WASHINGTON — Representatives of labor, large corporations and the insurance industry have formed the first major coalition to publicly oppose the Clinton Administration on health care reform.
The group, calling itself the Coalition to Preserve Health Benefits, is planning an orchestrated campaign against an expected part of the emerging Administration reform plan: taxation of health care benefits.
"This is a White House that can't get it right on choosing an attorney general. Why should we think they will get it right on health care, which is infinitely more complicated?" said Kenneth Feltman, executive director of the Employers Council on Flexible Compensation, whose board includes Citicorp, TRW, Hughes Aircraft, Kraft General Foods and Pepsico.
Feltman's organization, along with the AFL-CIO and a group of small and medium-sized insurance firms, have scheduled a press conference today to unveil their campaign. The coalition plans rallies in six cities, beginning in Austin, Tex., on Thursday, to drum up support for its cause.
By creating a standard national package of health benefits worth $2,500 to $3,000 and taxing any benefits above that level, the Administration would pit workers against companies and cripple a firm's ability to determine the best health care coverage for its employees, Feltman said Monday.
According to a senior member of the White House Task Force on National Health Care Reform, such a concept is "very much a part of (health care reform) discussions" and is being pushed vigorously by champions of managed competition.
Another White House official confirmed Monday that taxation of benefits through managed competition is "definitely on the table."
The Clinton Administration is attempting to develop a basic benefits package for all Americans under a program of universal health insurance coverage. Likely to be a bare-bones package, given the costs, it would emphasize preventive and primary care, while including some level of hospital coverage, senior task force officials said.
Advocates of managed competition, who include some of Clinton's closest advisers on the health issue, argue that a tax on benefits has two advantages.
It would raise billions of dollars desperately needed to help pay the cost of basic coverage for 36 million Americans who now lack health insurance.
And it would force workers and employers to choose less costly benefits packages.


**YOUR ASSIGNMENT:** Whenever a line in the entries includes the word "marker", copy that line out.

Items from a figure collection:

▬▬▬

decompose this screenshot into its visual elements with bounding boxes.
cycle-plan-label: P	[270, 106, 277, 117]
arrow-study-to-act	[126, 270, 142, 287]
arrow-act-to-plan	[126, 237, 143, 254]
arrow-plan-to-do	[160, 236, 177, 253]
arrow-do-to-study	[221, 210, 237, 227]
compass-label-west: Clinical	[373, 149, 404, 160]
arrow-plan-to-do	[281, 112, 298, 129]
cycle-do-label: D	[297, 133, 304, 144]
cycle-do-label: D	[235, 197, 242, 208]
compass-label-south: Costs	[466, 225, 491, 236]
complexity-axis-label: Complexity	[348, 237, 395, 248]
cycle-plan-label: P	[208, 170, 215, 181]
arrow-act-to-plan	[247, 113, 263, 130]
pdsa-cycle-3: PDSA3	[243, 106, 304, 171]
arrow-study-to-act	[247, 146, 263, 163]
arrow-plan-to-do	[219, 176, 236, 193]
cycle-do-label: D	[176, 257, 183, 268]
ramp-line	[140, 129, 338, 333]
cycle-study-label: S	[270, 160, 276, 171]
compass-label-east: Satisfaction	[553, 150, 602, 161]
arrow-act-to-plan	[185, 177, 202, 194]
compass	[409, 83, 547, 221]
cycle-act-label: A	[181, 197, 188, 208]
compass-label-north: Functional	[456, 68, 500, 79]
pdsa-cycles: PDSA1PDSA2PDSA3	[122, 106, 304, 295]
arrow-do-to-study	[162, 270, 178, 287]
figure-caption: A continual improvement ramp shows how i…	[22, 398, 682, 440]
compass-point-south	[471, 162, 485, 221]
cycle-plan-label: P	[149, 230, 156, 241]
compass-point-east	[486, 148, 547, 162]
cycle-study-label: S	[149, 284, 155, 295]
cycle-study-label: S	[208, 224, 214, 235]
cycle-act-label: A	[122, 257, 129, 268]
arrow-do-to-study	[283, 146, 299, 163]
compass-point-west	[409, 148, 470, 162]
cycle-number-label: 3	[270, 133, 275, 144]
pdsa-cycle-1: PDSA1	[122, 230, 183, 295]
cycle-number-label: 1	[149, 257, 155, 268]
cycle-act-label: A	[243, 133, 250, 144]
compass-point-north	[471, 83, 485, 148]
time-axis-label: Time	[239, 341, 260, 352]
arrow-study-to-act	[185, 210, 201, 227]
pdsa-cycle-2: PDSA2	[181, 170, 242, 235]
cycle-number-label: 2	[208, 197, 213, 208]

▬▬▬

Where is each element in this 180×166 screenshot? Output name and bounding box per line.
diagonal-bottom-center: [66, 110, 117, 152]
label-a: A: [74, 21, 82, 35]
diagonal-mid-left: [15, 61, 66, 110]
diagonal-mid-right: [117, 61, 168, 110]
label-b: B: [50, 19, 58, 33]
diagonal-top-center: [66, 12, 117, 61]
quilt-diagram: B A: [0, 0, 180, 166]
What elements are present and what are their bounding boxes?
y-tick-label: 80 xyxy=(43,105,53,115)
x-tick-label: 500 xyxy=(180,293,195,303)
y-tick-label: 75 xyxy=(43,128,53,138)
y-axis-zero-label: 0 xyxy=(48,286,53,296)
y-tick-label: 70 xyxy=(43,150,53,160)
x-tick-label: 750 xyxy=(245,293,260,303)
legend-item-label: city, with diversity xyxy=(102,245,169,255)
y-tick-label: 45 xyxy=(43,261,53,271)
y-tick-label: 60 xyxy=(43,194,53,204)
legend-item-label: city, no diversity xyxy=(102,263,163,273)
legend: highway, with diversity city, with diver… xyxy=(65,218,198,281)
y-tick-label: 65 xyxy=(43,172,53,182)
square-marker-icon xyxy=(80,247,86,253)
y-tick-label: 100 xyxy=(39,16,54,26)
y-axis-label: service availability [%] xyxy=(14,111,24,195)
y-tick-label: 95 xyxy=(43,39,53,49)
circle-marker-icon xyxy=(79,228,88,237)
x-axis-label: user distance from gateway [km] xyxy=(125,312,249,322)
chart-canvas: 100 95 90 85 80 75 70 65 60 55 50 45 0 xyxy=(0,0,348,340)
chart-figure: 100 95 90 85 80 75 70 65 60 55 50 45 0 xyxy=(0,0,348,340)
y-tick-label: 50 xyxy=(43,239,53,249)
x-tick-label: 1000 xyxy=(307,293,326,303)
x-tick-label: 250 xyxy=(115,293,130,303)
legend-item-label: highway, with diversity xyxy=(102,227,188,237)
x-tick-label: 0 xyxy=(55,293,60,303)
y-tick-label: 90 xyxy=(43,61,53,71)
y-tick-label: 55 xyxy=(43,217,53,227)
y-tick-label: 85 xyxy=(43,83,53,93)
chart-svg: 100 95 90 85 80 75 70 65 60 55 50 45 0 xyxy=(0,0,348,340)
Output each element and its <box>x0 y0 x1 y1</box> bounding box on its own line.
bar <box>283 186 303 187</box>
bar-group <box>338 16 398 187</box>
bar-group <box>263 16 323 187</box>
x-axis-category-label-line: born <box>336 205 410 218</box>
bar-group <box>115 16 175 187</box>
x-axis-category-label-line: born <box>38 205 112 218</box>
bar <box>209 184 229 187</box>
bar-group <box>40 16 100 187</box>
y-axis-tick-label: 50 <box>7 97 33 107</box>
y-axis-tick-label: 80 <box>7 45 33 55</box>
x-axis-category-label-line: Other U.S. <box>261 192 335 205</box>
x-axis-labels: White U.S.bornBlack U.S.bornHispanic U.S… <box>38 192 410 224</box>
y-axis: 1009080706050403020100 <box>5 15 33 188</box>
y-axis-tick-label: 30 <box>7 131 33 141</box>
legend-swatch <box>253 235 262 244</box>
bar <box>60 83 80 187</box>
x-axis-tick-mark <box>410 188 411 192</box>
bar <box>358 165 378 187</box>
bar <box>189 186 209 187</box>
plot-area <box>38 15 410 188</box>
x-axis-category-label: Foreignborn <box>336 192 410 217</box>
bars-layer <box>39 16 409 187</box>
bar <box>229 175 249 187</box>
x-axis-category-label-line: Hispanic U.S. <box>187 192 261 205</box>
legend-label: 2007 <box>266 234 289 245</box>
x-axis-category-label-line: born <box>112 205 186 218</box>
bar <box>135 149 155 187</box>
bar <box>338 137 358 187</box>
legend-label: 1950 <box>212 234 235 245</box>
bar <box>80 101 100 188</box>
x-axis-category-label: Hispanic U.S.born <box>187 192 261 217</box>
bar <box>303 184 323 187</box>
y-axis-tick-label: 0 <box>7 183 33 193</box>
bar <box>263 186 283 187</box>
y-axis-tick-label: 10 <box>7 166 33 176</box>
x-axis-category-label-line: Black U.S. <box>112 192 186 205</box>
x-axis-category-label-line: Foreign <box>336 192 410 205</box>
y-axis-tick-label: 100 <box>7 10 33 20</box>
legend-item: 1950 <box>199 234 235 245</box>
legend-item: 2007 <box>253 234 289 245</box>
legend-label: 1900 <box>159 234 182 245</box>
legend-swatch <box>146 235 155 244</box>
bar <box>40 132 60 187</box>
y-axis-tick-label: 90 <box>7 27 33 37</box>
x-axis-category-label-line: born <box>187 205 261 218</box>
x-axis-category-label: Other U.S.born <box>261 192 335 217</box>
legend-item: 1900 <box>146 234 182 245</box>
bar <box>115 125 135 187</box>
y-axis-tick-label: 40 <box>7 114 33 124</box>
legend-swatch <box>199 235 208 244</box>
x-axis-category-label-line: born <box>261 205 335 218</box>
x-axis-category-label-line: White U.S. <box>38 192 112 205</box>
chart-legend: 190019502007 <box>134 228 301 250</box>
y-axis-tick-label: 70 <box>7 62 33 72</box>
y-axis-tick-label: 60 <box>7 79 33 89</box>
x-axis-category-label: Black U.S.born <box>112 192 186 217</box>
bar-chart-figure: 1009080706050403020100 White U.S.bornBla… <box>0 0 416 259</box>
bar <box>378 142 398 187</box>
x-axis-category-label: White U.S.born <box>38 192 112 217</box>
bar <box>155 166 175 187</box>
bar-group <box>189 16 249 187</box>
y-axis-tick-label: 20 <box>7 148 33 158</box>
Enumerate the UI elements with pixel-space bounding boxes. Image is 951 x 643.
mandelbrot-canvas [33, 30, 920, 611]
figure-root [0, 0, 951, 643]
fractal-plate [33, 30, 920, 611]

▬▬▬

**EXERCISE RESPONSE:**
square-marker-icon xyxy=(80,247,86,253)
circle-marker-icon xyxy=(79,228,88,237)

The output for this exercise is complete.